Come pouring right on down and let the winds whistle to their hearts’ content: I’m going to sleep like a babe tonight; this is what home feels like.

Cleaning Contacts

I’ve just gone through a list of 500+ contacts on my email list (and this is quite different to my Facebook list), cleaning out the vast majority of people I don’t need on there anymore.

Quite a significant number of contacts were those that were “one-off” emails: info at so-and-so websites, or people who got in contact for one event and I’ve never seen again. Others were people who have left their current situations and no longer use those old email addresses. A couple reminded me of long-ago embarrassing and painful times when you’ve sent emails you regret in the dead of night and in fits of emotion — yes, I can clear those out of my contacts list without hesitation.

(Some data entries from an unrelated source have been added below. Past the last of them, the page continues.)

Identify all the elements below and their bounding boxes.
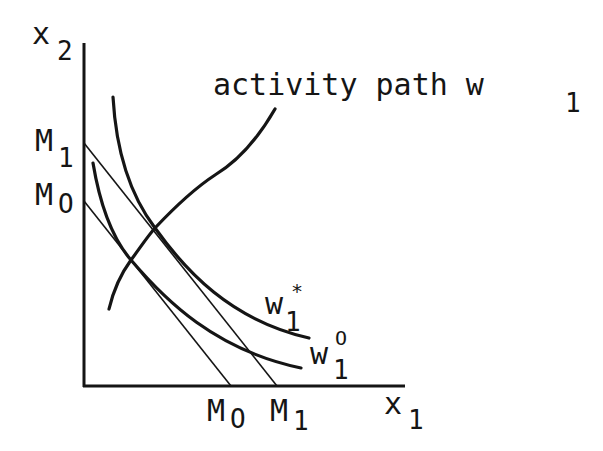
svg-text:w: w xyxy=(265,286,284,321)
diagram-canvas: x 2 x 1 M 1 M O M O M 1 w 1 * w 1 O acti… xyxy=(0,0,603,451)
svg-text:M: M xyxy=(35,123,53,158)
w1-zero-label: w 1 O xyxy=(310,326,349,385)
svg-text:*: * xyxy=(291,279,303,303)
svg-text:1: 1 xyxy=(565,88,581,118)
svg-text:x: x xyxy=(32,16,50,51)
m0-y-intercept-label: M O xyxy=(35,177,74,219)
w1-star-label: w 1 * xyxy=(265,279,303,337)
m1-x-intercept-label: M 1 xyxy=(270,393,309,436)
svg-text:M: M xyxy=(207,393,225,428)
budget-line-m1 xyxy=(84,143,277,386)
svg-text:w: w xyxy=(310,336,329,371)
svg-text:M: M xyxy=(35,177,53,212)
svg-text:activity path w: activity path w xyxy=(213,67,485,102)
svg-text:O: O xyxy=(58,189,74,219)
svg-text:x: x xyxy=(384,386,402,421)
y-axis-label: x 2 xyxy=(32,16,73,66)
svg-text:1: 1 xyxy=(333,355,349,385)
svg-text:1: 1 xyxy=(285,307,301,337)
m1-y-intercept-label: M 1 xyxy=(35,123,74,173)
svg-text:1: 1 xyxy=(408,405,424,435)
svg-text:1: 1 xyxy=(58,143,74,173)
svg-text:M: M xyxy=(270,393,288,428)
svg-text:1: 1 xyxy=(293,406,309,436)
m0-x-intercept-label: M O xyxy=(207,393,246,434)
svg-text:2: 2 xyxy=(57,36,73,66)
x-axis-label: x 1 xyxy=(384,386,424,435)
activity-path-label: activity path w 1 xyxy=(213,67,581,118)
svg-text:O: O xyxy=(230,404,246,434)
svg-text:O: O xyxy=(335,326,347,350)
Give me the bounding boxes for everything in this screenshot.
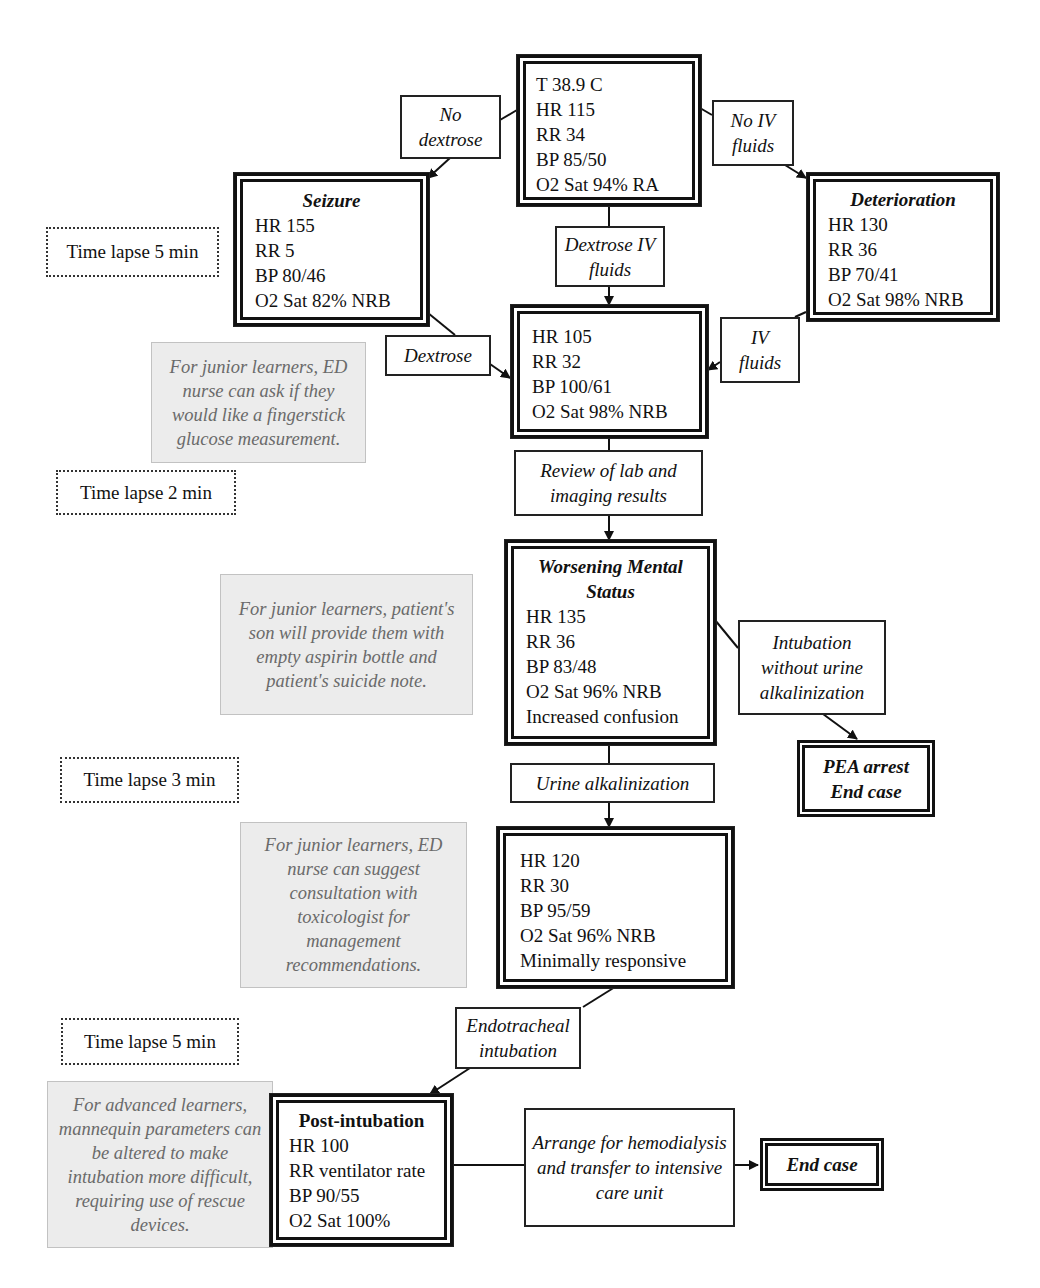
time-lapse-5min-2: Time lapse 5 min: [61, 1018, 239, 1065]
end-state-pea-arrest: PEA arrest End case: [797, 740, 935, 817]
action-review-results: Review of lab and imaging results: [514, 450, 703, 516]
vital-o2: O2 Sat 94% RA: [536, 172, 682, 197]
worsening-title-line2: Status: [526, 579, 695, 604]
seizure-title: Seizure: [255, 188, 408, 213]
note-aspirin-bottle: For junior learners, patient's son will …: [220, 574, 473, 715]
post-intubation-title: Post-intubation: [289, 1108, 434, 1133]
worsening-title-line1: Worsening Mental: [526, 554, 695, 579]
vital-rr: RR 34: [536, 122, 682, 147]
seizure-state-box: Seizure HR 155 RR 5 BP 80/46 O2 Sat 82% …: [234, 173, 429, 326]
worsening-mental-status-box: Worsening Mental Status HR 135 RR 36 BP …: [505, 540, 716, 745]
alkalinized-state-box: HR 120 RR 30 BP 95/59 O2 Sat 96% NRB Min…: [497, 827, 734, 988]
action-urine-alkalinization: Urine alkalinization: [510, 763, 715, 803]
initial-state-box: T 38.9 C HR 115 RR 34 BP 85/50 O2 Sat 94…: [517, 55, 701, 206]
time-lapse-2min: Time lapse 2 min: [56, 470, 236, 515]
note-fingerstick-glucose: For junior learners, ED nurse can ask if…: [151, 342, 366, 463]
action-dextrose: Dextrose: [385, 335, 491, 376]
vital-hr: HR 115: [536, 97, 682, 122]
time-lapse-3min: Time lapse 3 min: [60, 757, 239, 803]
action-dextrose-iv-fluids: Dextrose IV fluids: [555, 226, 665, 287]
deterioration-state-box: Deterioration HR 130 RR 36 BP 70/41 O2 S…: [807, 173, 999, 321]
action-arrange-hemodialysis: Arrange for hemodialysis and transfer to…: [524, 1108, 735, 1227]
vital-temperature: T 38.9 C: [536, 72, 682, 97]
action-iv-fluids: IV fluids: [720, 317, 800, 383]
improved-state-box: HR 105 RR 32 BP 100/61 O2 Sat 98% NRB: [511, 305, 708, 438]
action-no-iv-fluids: No IV fluids: [712, 100, 794, 166]
end-state-end-case: End case: [760, 1138, 884, 1191]
vital-bp: BP 85/50: [536, 147, 682, 172]
note-difficult-intubation: For advanced learners, mannequin paramet…: [47, 1081, 273, 1248]
note-toxicologist-consult: For junior learners, ED nurse can sugges…: [240, 822, 467, 988]
action-intubation-without-alkalinization: Intubation without urine alkalinization: [738, 620, 886, 715]
action-no-dextrose: No dextrose: [400, 95, 501, 159]
time-lapse-5min: Time lapse 5 min: [46, 227, 219, 277]
action-endotracheal-intubation: Endotracheal intubation: [455, 1007, 581, 1069]
post-intubation-state-box: Post-intubation HR 100 RR ventilator rat…: [270, 1094, 453, 1246]
deterioration-title: Deterioration: [828, 187, 978, 212]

Yet quite a lot were names that sounded vaguely familiar in ways I no longer remember, leaving me with the unsettling feeling of having troubled waters I cannot see the bottom of. Who were these people and what parts did they play in my life? I sat over one, struggling to remember where the name had come up before, and finally recalled a woman who had helped answer my questions about UBC before I came. That is one story I remember, but the rest are lost: I could search, but what would knowing them do? I no longer see these people; none of this really matters; I’m never going to talk to them again — but something inside me feels uneasy with this conclusion, because once upon a time, these people came into my life and did something, and I have forgotten it all. How much of life am I losing out on by the simple act of not remembering?

A Minor in Nothing

After a lot of creeping around the web, I think I’ve come up with a theory as to why I can’t declare a minor on the online Student Services system:

According to this, you have to declare your major between 54 to 75 credits. I presume the same goes for any other specialization, including minors. Because I’m currently at the 80-something mark, I can’t add a minor. Granted, I don’t passionately want to minor in a particular subject right now; I was just experimenting to see if I could, in case I do want to do something in the future. The SSC gives me a big angry no. La botheration!

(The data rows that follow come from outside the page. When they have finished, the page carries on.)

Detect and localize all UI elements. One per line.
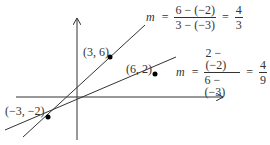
slope-var: m <box>146 10 155 25</box>
result-numerator: 4 <box>259 59 267 73</box>
result-numerator: 4 <box>235 4 243 18</box>
equals-sign: = <box>222 10 229 25</box>
point-label-neg3-neg2: (−3, −2) <box>5 104 45 119</box>
slope-fraction: 2 − (−2) 6 − (−3) <box>204 47 240 98</box>
slope-equation-2: m = 2 − (−2) 6 − (−3) = 4 9 <box>176 47 270 98</box>
slope-var: m <box>176 65 185 80</box>
result-denominator: 3 <box>236 18 242 31</box>
line-through-3-6 <box>23 25 145 137</box>
point-label-3-6: (3, 6) <box>83 45 109 60</box>
equals-sign: = <box>192 65 199 80</box>
point-6-2 <box>153 72 158 77</box>
equals-sign: = <box>162 10 169 25</box>
point-label-6-2: (6, 2) <box>126 62 152 77</box>
numerator: 2 − (−2) <box>204 47 240 73</box>
equals-sign: = <box>246 65 253 80</box>
result-denominator: 9 <box>260 73 266 86</box>
denominator: 6 − (−3) <box>204 73 240 98</box>
slope-result: 4 3 <box>235 4 243 31</box>
slope-equation-1: m = 6 − (−2) 3 − (−3) = 4 3 <box>146 4 246 31</box>
point-neg3-neg2 <box>46 115 51 120</box>
slope-result: 4 9 <box>259 59 267 86</box>
slope-fraction: 6 − (−2) 3 − (−3) <box>174 4 216 31</box>
numerator: 6 − (−2) <box>174 4 216 18</box>
denominator: 3 − (−3) <box>175 18 215 31</box>
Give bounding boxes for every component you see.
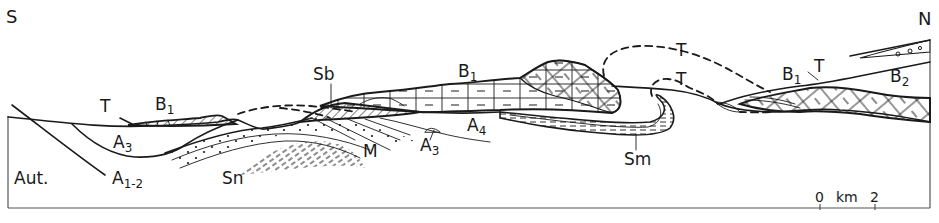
label-m: M bbox=[363, 143, 378, 160]
label-a3-left: A3 bbox=[113, 134, 132, 154]
label-b1-right: B1 bbox=[782, 66, 801, 86]
label-t-left: T bbox=[100, 98, 110, 115]
label-t-upper: T bbox=[676, 42, 686, 59]
label-b1-left: B1 bbox=[155, 96, 174, 116]
direction-north-label: N bbox=[918, 10, 931, 28]
sn-unit bbox=[240, 141, 365, 175]
label-sb: Sb bbox=[313, 66, 335, 83]
label-a3-mid: A3 bbox=[420, 137, 439, 157]
label-b2: B2 bbox=[890, 68, 909, 88]
scale-end-label: 2 bbox=[870, 190, 879, 204]
t-upper-trace bbox=[603, 46, 770, 92]
b1-left-unit bbox=[128, 115, 236, 126]
label-sm: Sm bbox=[624, 151, 651, 168]
label-a4: A4 bbox=[467, 117, 486, 137]
direction-south-label: S bbox=[6, 8, 17, 26]
label-t-lower: T bbox=[676, 71, 686, 88]
label-b1-mid: B1 bbox=[458, 63, 477, 83]
scale-unit-label: km bbox=[836, 190, 858, 204]
label-t-right: T bbox=[814, 58, 824, 75]
label-sn: Sn bbox=[222, 170, 244, 187]
scale-start-label: 0 bbox=[815, 190, 824, 204]
b1-right-unit bbox=[740, 87, 930, 122]
label-aut: Aut. bbox=[14, 170, 48, 187]
label-a1-2: A1-2 bbox=[112, 170, 143, 190]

It’s a pity. I’ve spent the last couple of years fulfilling my science requirements and doing language courses; I’ve never done enough of anything besides English to know if I want to major or minor in it. I could have just picked a second specialization at random, but it’s fortunate I didn’t, because after the 76 credit mark it looks like you can’t drop your specialization(s) either. Good thing I like my current degree, eh? I’m not too thrilled at the prospect of fulfilling all the requirements for a major or minor I was throwing darts at.

So, second-year students thinking of what to major in next year: choose carefully!

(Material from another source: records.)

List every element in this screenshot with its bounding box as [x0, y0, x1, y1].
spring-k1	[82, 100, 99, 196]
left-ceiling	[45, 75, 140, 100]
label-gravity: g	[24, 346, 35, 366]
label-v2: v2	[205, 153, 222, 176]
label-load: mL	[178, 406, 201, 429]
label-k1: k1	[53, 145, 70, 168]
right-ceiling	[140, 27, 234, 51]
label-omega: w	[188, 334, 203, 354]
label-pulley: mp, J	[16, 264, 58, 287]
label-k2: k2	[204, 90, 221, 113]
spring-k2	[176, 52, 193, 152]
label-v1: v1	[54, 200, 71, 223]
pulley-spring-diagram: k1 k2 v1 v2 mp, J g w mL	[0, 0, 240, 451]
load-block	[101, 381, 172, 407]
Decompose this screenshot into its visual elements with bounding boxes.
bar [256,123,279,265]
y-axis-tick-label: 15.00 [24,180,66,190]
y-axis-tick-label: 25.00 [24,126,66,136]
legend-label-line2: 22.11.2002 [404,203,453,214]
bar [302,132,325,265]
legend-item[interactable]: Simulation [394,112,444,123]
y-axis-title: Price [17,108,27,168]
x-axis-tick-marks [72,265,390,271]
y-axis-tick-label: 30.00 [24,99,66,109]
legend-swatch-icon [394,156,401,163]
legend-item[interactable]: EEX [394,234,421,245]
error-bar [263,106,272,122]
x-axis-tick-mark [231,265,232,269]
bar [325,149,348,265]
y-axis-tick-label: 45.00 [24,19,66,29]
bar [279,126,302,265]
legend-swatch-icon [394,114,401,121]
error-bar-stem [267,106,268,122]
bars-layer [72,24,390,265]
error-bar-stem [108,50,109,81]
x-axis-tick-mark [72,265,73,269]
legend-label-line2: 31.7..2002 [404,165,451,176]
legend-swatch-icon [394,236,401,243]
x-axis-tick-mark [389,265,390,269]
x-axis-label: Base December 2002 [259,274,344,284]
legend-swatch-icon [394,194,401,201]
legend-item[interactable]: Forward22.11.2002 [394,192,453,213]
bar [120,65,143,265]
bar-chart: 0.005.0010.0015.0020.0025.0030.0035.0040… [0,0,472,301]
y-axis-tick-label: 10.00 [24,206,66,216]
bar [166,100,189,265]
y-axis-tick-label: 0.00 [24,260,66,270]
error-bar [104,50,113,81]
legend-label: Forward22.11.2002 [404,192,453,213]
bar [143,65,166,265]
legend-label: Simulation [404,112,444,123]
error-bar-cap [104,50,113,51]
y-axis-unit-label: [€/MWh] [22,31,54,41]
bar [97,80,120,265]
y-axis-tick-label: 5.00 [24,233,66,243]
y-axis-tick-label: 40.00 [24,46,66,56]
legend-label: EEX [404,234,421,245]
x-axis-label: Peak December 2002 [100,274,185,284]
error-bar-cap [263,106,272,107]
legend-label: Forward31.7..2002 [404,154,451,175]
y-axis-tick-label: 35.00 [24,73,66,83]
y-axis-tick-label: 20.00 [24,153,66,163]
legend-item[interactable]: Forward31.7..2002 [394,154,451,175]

As for me, my plan is to just keep doing my own thing for now and take electives in whatever takes my fancy at the moment. (In this respect, I feel like a first-year.) Maybe, at the end of the next two or three years that I plan on sticking around UBC, I’ll have met all the requirements for some other major or minor out there. Armed with my education, I will go to Arts Academic Advising and ask, beg or bribe with food and flowers to have them declare my specialization for me. No one, no one can reject delectables and floral arrangements! Unless they have various food allergies and/or hay fever, in which case, I need a Plan C…

Drat Daylight Savings

“Fall back, Spring forward,” someone quipped to me when teaching me how to adjust myself to Daylight Savings when I first got to Canada. I still don’t understand the point of Daylight Savings, but when the whole country’s doing it…

I have most unwillingly sprung forth today and lost myself a precious hour. There I am busy studying for my midterms this week, gazing outside the window at the random snow flurry we had, and thinking, “Hey, it feels like four o’clock.” Look at the clock: 6:05 PM. Argh, dinnertime! Begin flurry of simultaneous laundry and study and feeding of the self in hopes of regaining the two hours I thought I had. Strange, I usually have a pretty good sense of time — but no, Daylight Savings has mussed up my internal clock and it will take me a couple of days to adjust.

In the meantime, it’s multitasking to the max.